Happy 75th Birthday to Bugs Bunny, and Goodbye Elmer Fudd!
It was seventy-five years ago today that Warner Bros. released A Wild Hare, introducing the irrepressible Bugs Bunny (and the utterly repressible Elmer Fudd) to the world in his first official animated short.
As the New York Times reported earlier today, primitive versions of Bugs had appeared in earlier Warner cartoons, but A Wild Hare brought a fully realized, wise-cracking, street-smart Bugs to viewers for the first time.
The full length A Wild Hare is eight-minutes long, and showcases a large amount of Bugs’ trademarks—the white gloves, the cotton-tail, the endlessly inventive ways he embarrasses Fudd. They are the perfect pair, trickster and foil, a sort of animated Fred Astaire and Ginger Rogers (only if one of those elegant people were constantly tripping and being humiliated). As the Times noted, it’s so impossible to imagine one without the other that Warner even explored the meaninglessness of Fudd’s life without his pursuit of Bugs in The Old Grey Hare.

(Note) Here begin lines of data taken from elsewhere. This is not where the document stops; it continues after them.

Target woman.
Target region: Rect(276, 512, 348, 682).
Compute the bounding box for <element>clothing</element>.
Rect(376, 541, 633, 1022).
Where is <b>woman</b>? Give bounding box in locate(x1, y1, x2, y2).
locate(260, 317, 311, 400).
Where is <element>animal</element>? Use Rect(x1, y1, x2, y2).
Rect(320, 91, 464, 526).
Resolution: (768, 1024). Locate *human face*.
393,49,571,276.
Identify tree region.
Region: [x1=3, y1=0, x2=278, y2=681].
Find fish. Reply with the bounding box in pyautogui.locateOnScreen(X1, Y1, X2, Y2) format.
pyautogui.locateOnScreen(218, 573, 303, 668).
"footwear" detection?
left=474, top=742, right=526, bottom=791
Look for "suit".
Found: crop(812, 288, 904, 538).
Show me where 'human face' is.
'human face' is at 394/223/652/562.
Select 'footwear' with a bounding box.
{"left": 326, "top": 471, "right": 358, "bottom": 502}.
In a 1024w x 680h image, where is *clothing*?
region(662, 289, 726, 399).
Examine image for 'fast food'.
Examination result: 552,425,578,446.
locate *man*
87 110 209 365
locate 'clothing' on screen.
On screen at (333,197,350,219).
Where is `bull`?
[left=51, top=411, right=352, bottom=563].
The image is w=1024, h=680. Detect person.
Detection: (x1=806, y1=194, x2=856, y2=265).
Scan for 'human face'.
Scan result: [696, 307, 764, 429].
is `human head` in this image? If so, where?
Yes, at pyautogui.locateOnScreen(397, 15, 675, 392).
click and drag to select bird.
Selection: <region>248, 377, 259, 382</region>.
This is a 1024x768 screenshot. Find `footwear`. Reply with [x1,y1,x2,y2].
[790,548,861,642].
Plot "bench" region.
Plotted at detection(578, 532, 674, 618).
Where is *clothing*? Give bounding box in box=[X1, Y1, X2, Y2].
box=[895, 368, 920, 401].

Now word comes that Elmer Fudd is set to retire. In a new series of cartoons coming to the Boomerang Network entitled Wabbit — A Looney Toons Production, Bugs’ grace under pressure will be tested by a new cast of antagonists. It’s hard to imagine any will be as woefully easy to trick, and as lovable, as the hapless Fudd, but, like peace, we’re always willing to give Bugs a chance.
Featured image: Elmer Fudd and Bugs Bunny in 1940's 'A Wild Hare.' Courtesy Warner Bros.